I've purchased and picked up lots of free old appliances and I can safely say in my experience, I never found wiring on a WP, MT, or GE machine that was thinner than 14 wiring. The WP world washer uses nice and thin wiring throughout. Does that mean it's junk? No, because these washers aren't burning houses down, but rather it's a clear indication of cost savings interest. There is an exponential cost savings going from 14 to 16 AWG if you're producing hundreds of thousands of machines per year.
You have to understand that the cost to produce a helical drive or DD machine is insane compared to the modern machine. The transmissions alone in these machines are packed full of thick, heavy metal and the cost to buy, machine, and install that metal is not cheap. While the DD and helical machines look like theyre not expensive to produce when you compare them together, they are expensive to produce when you compare them with modern designs. It's like comparing the BD to a FF, probably not very much production cost difference. But the reality is these older machines are not cheap to make, and production costs are above all else because it either eats up, or makes profit margins per machine.
The exterior, changeable door panel on my belt drive reverse rack Maytag dishwasher is thicker than the whole tank of a modern dishwasher on sale today.
Sure, it may seem like one dishwasher with thinner spray arms that are shorter, thin gauge tanks, thin gauge wiring, 1/8 inch less insulation, and thinner racks can't possibly lower production costs, but when you make 100,000 plus of these a year, it adds up. Look at airlines, the cost and drive to save one pound of weight on one flight seems stupid, but when you fly seven hundred flights per day, every day of the year, it adds up. Quick. And appliance production is no different.
WP canned the helical drive production because why would they make the DD and helical drive next to each other? It's called internal competition. Plus there is union labour savings, the labour costs on a helical drive were different than that of the DD. Plus the helical drive was not a cheap machine to make. WP bought MT, a poorly ran company with bad finances, so instead of being drug down to MTs financial ineptitude, WP had to cut things that don't make money.
Laundress is right. The market for SQ quality washers today is there, but its so so so so so small, but the vast bulk of their business if commercial. Thats where SQ is making its money, commercial, not resi. Resi for them, is a nice to have, and it certainly wont ruin the company if they stopped selling to resi markets.
"the overall pessimistic view of how vintage appliances are view on this forum", that is not true. Everyone is here for one reason, we all love appliances. But no one in the Imperial forum is "pessimistic" of old machines. We love them. If you start playing the "what if" game and creating posts asking if "they" will "bring back" old designs, you lose sight on how fun older machines were, you become distracted. Those designs are long gone, and for understandable reasons. Deal with it, and start enjoying what they were, and enjoying that its a way we used to do things, and that because the design is gone, it becomes that more valuable.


▶ ACTIVITY:
An exact copy of all the lines below is required, with every image left out.
+++++
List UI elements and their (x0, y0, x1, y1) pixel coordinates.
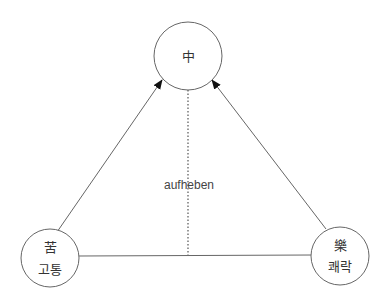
node-middle: 中 (154, 22, 222, 90)
triangle-diagram: aufheben 中 苦 고통 樂 쾌락 (0, 0, 387, 301)
node-middle-hanja: 中 (182, 49, 195, 64)
aufheben-label: aufheben (164, 178, 214, 192)
node-pleasure-circle (311, 227, 369, 285)
edge-base-line (79, 255, 311, 256)
node-suffering-circle (21, 229, 79, 287)
node-pleasure: 樂 쾌락 (311, 227, 369, 285)
node-suffering-korean: 고통 (38, 262, 62, 277)
edge-pleasure-to-middle (212, 80, 326, 229)
node-suffering-hanja: 苦 (44, 240, 57, 255)
node-pleasure-hanja: 樂 (334, 238, 347, 253)
node-pleasure-korean: 쾌락 (328, 259, 352, 274)
node-suffering: 苦 고통 (21, 229, 79, 287)
edge-suffering-to-middle (57, 80, 162, 232)
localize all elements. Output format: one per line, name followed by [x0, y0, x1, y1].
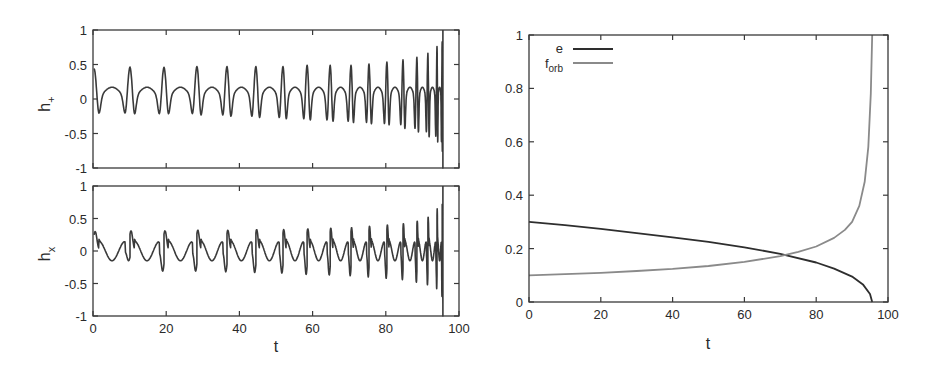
y-tick-label: 1	[80, 23, 87, 38]
f_orb-curve	[529, 35, 872, 275]
h-plus-waveform	[94, 30, 443, 168]
y-tick-label: 1	[80, 179, 87, 194]
y-tick-label: 0.2	[505, 242, 523, 257]
x-tick-label: 80	[379, 321, 393, 336]
h-plus-ylabel: h+	[36, 96, 57, 111]
x-tick-label: 100	[877, 307, 899, 322]
legend-label-f-orb: forb	[545, 56, 564, 74]
x-tick-label: 0	[525, 307, 532, 322]
y-tick-label: -1	[75, 161, 87, 176]
y-tick-label: -0.5	[65, 127, 87, 142]
y-tick-label: 0.5	[69, 58, 87, 73]
y-tick-label: 0	[516, 295, 523, 310]
figure: -1-0.500.51 h+ 020406080100-1-0.500.51 h…	[0, 0, 938, 369]
y-tick-label: 0.4	[505, 188, 523, 203]
legend-item-f-orb: forb	[545, 56, 613, 74]
h-cross-panel: 020406080100-1-0.500.51 hx t	[36, 179, 470, 355]
y-tick-label: -0.5	[65, 277, 87, 292]
x-tick-label: 20	[594, 307, 608, 322]
e-curve	[529, 222, 872, 302]
hx-curve	[94, 186, 443, 316]
orbit-params-curves	[529, 35, 872, 302]
x-tick-label: 40	[665, 307, 679, 322]
y-tick-label: 0	[80, 92, 87, 107]
h-cross-frame	[93, 186, 459, 316]
x-tick-label: 20	[159, 321, 173, 336]
y-tick-label: 0.5	[69, 212, 87, 227]
h-cross-waveform	[94, 186, 443, 316]
h-plus-panel: -1-0.500.51 h+	[36, 23, 459, 176]
orbit-params-xlabel: t	[706, 335, 711, 352]
h-cross-ylabel: hx	[36, 246, 57, 261]
y-tick-label: -1	[75, 309, 87, 324]
x-tick-label: 80	[809, 307, 823, 322]
x-tick-label: 0	[89, 321, 96, 336]
y-tick-label: 0	[80, 244, 87, 259]
orbit-params-ticks: 02040608010000.20.40.60.81	[505, 28, 899, 322]
x-tick-label: 40	[232, 321, 246, 336]
y-tick-label: 0.8	[505, 81, 523, 96]
orbit-params-panel: 02040608010000.20.40.60.81 t e forb	[505, 28, 899, 352]
y-tick-label: 0.6	[505, 135, 523, 150]
x-tick-label: 100	[448, 321, 470, 336]
x-tick-label: 60	[737, 307, 751, 322]
legend: e forb	[545, 41, 613, 74]
h+-curve	[94, 30, 443, 168]
x-tick-label: 60	[305, 321, 319, 336]
legend-item-e: e	[556, 41, 613, 56]
legend-label-e: e	[556, 41, 563, 56]
orbit-params-frame	[529, 35, 888, 302]
y-tick-label: 1	[516, 28, 523, 43]
h-cross-xlabel: t	[274, 338, 279, 355]
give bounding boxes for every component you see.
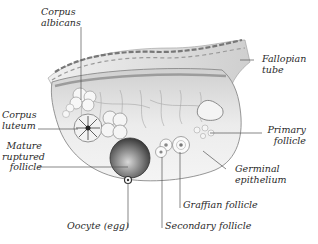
label-germinal-epithelium: Germinal epithelium [235, 164, 287, 185]
corpus-luteum-shape [74, 114, 102, 142]
label-fallopian-tube: Fallopian tube [262, 54, 306, 75]
label-secondary-follicle: Secondary follicle [165, 221, 251, 232]
label-mature-ruptured-follicle: Mature ruptured follicle [2, 141, 42, 173]
label-graafian-follicle: Graffian follicle [183, 200, 258, 211]
label-corpus-albicans: Corpus albicans [41, 7, 81, 28]
graafian-follicle-shape [173, 137, 190, 154]
label-oocyte: Oocyte (egg) [67, 221, 129, 232]
ovary-illustration [0, 0, 318, 244]
label-corpus-luteum: Corpus luteum [2, 110, 37, 131]
label-primary-follicle: Primary follicle [262, 125, 306, 146]
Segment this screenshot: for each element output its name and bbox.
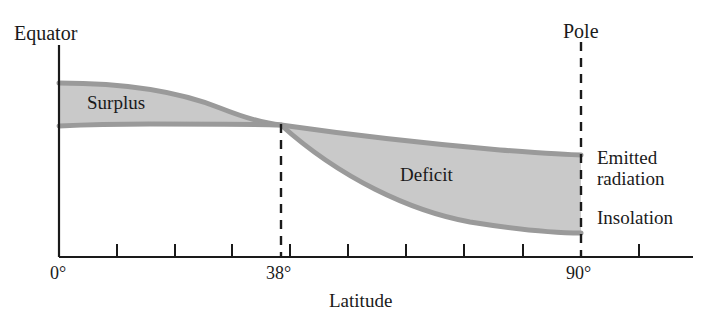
x-tick-label-38: 38° — [266, 263, 291, 283]
surplus-region-label: Surplus — [87, 92, 145, 113]
emitted-radiation-label-line2: radiation — [597, 168, 665, 189]
x-axis-ticks — [117, 244, 639, 257]
x-tick-label-90: 90° — [566, 263, 591, 283]
insolation-series-label: Insolation — [597, 207, 673, 228]
deficit-region-label: Deficit — [400, 164, 453, 185]
x-tick-label-0: 0° — [50, 263, 66, 283]
emitted-radiation-label-line1: Emitted — [597, 147, 665, 168]
equator-label: Equator — [14, 22, 77, 44]
x-axis-title: Latitude — [329, 290, 392, 311]
radiation-balance-figure: Equator Pole Surplus Deficit Emitted rad… — [0, 0, 716, 332]
emitted-radiation-series-label: Emitted radiation — [597, 147, 665, 190]
pole-label: Pole — [563, 20, 599, 42]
+++++
▶ OUTPUT OF THE EXERCISE:
List UI elements and their (x0, y0, x1, y1) pixel coordinates.
node-middle: 中 (154, 22, 222, 90)
triangle-diagram: aufheben 中 苦 고통 樂 쾌락 (0, 0, 387, 301)
node-middle-hanja: 中 (182, 49, 195, 64)
aufheben-label: aufheben (164, 178, 214, 192)
node-pleasure-circle (311, 227, 369, 285)
edge-base-line (79, 255, 311, 256)
node-suffering-circle (21, 229, 79, 287)
node-pleasure: 樂 쾌락 (311, 227, 369, 285)
node-suffering-korean: 고통 (38, 262, 62, 277)
edge-pleasure-to-middle (212, 80, 326, 229)
node-suffering-hanja: 苦 (44, 240, 57, 255)
node-pleasure-hanja: 樂 (334, 238, 347, 253)
node-pleasure-korean: 쾌락 (328, 259, 352, 274)
node-suffering: 苦 고통 (21, 229, 79, 287)
edge-suffering-to-middle (57, 80, 162, 232)
localize all elements. Output format: one per line, name followed by [x0, y0, x1, y1].
y-tick-label: 1	[80, 23, 87, 38]
f_orb-curve	[529, 35, 872, 275]
h-plus-waveform	[94, 30, 443, 168]
y-tick-label: 1	[80, 179, 87, 194]
y-tick-label: 0.2	[505, 242, 523, 257]
x-tick-label: 80	[379, 321, 393, 336]
h-plus-ylabel: h+	[36, 96, 57, 111]
x-tick-label: 100	[877, 307, 899, 322]
legend-label-f-orb: forb	[545, 56, 564, 74]
x-tick-label: 0	[525, 307, 532, 322]
y-tick-label: -1	[75, 161, 87, 176]
y-tick-label: -0.5	[65, 127, 87, 142]
y-tick-label: 0.5	[69, 58, 87, 73]
y-tick-label: 0	[516, 295, 523, 310]
figure: -1-0.500.51 h+ 020406080100-1-0.500.51 h…	[0, 0, 938, 369]
y-tick-label: 0.4	[505, 188, 523, 203]
legend-item-f-orb: forb	[545, 56, 613, 74]
h-cross-panel: 020406080100-1-0.500.51 hx t	[36, 179, 470, 355]
y-tick-label: -0.5	[65, 277, 87, 292]
x-tick-label: 20	[594, 307, 608, 322]
e-curve	[529, 222, 872, 302]
hx-curve	[94, 186, 443, 316]
orbit-params-curves	[529, 35, 872, 302]
x-tick-label: 40	[665, 307, 679, 322]
y-tick-label: 0	[80, 92, 87, 107]
h-cross-frame	[93, 186, 459, 316]
x-tick-label: 20	[159, 321, 173, 336]
y-tick-label: 0.5	[69, 212, 87, 227]
h-cross-waveform	[94, 186, 443, 316]
h-plus-panel: -1-0.500.51 h+	[36, 23, 459, 176]
orbit-params-xlabel: t	[706, 335, 711, 352]
h-cross-ylabel: hx	[36, 246, 57, 261]
y-tick-label: -1	[75, 309, 87, 324]
x-tick-label: 80	[809, 307, 823, 322]
x-tick-label: 0	[89, 321, 96, 336]
y-tick-label: 0	[80, 244, 87, 259]
orbit-params-ticks: 02040608010000.20.40.60.81	[505, 28, 899, 322]
x-tick-label: 40	[232, 321, 246, 336]
y-tick-label: 0.8	[505, 81, 523, 96]
orbit-params-panel: 02040608010000.20.40.60.81 t e forb	[505, 28, 899, 352]
y-tick-label: 0.6	[505, 135, 523, 150]
x-tick-label: 100	[448, 321, 470, 336]
x-tick-label: 60	[737, 307, 751, 322]
legend: e forb	[545, 41, 613, 74]
h+-curve	[94, 30, 443, 168]
x-tick-label: 60	[305, 321, 319, 336]
legend-item-e: e	[556, 41, 613, 56]
legend-label-e: e	[556, 41, 563, 56]
orbit-params-frame	[529, 35, 888, 302]
y-tick-label: 1	[516, 28, 523, 43]
h-cross-xlabel: t	[274, 338, 279, 355]
give bounding boxes for every component you see.
label-germinal-epithelium: Germinal epithelium [235, 164, 287, 185]
corpus-luteum-shape [74, 114, 102, 142]
label-fallopian-tube: Fallopian tube [262, 54, 306, 75]
label-secondary-follicle: Secondary follicle [165, 221, 251, 232]
label-mature-ruptured-follicle: Mature ruptured follicle [2, 141, 42, 173]
label-graafian-follicle: Graffian follicle [183, 200, 258, 211]
label-corpus-albicans: Corpus albicans [41, 7, 81, 28]
graafian-follicle-shape [173, 137, 190, 154]
label-oocyte: Oocyte (egg) [67, 221, 129, 232]
ovary-illustration [0, 0, 318, 244]
label-corpus-luteum: Corpus luteum [2, 110, 37, 131]
label-primary-follicle: Primary follicle [262, 125, 306, 146]
Segment this screenshot: for each element output its name and bbox.
x-tick-label-38: 38° — [266, 263, 291, 283]
surplus-region-label: Surplus — [87, 92, 145, 113]
emitted-radiation-label-line2: radiation — [597, 168, 665, 189]
x-axis-ticks — [117, 244, 639, 257]
x-tick-label-90: 90° — [566, 263, 591, 283]
insolation-series-label: Insolation — [597, 207, 673, 228]
deficit-region-label: Deficit — [400, 164, 453, 185]
x-tick-label-0: 0° — [50, 263, 66, 283]
emitted-radiation-label-line1: Emitted — [597, 147, 665, 168]
equator-label: Equator — [14, 22, 77, 44]
x-axis-title: Latitude — [329, 290, 392, 311]
radiation-balance-figure: Equator Pole Surplus Deficit Emitted rad… — [0, 0, 716, 332]
emitted-radiation-series-label: Emitted radiation — [597, 147, 665, 190]
pole-label: Pole — [563, 20, 599, 42]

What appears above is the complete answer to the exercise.